“When you consider all the new rules pouring through the regulatory pipeline, and those still to come, it is staggering,” Donohue said in his annual speech on the state of American business.
Ruckelshaus, famous for his role in the Watergate scandal as the deputy attorney general who resigned instead of following Nixon’s order to fire a special prosecutor, made his mark in politics as a moderate Republican. But he said he’d voted for Obama twice, accusing his own party of abandoning environmental issues.
“They’ve become not only neutral on the subject but antagonistic to it. I think that’s a very bad mistake, myself,” Ruckelshaus said.
When environmentalism was more popular during the Nixon years, he recalled, four executives from the U.S. automobile industry came to Washington to try to stop the Clean Air Act from passing.

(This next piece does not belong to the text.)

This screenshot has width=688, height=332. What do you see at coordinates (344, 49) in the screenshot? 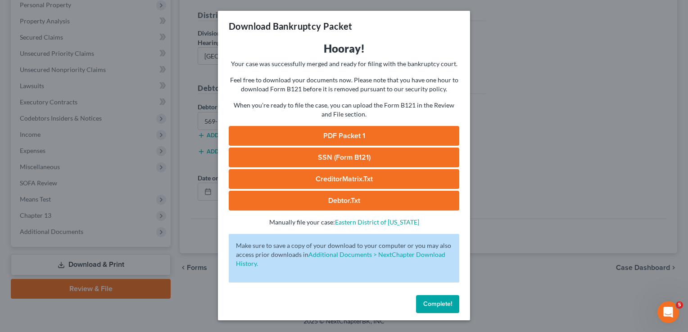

“They didn’t get anywhere,” Ruckelshaus said. “They simply misunderstood the strength of public opinion on the issue, and that was true of a lot of industrial leaders at the time.”
Today, he said, special interests are better organized, better able to stop environmental regulations with arguments that jobs are at stake. He said history proved that it was harder to get Americans to accept more regulations when the economy was weak, and he predicted that there’ll be a growing appetite to tackle global warming as the economy improves.
“This is true all over the world,” Ruckelshaus said. “Whenever people have the ability to feed, clothe and shelter themselves, then they begin to worry about some of these more esoteric issues, like the environment and public health.”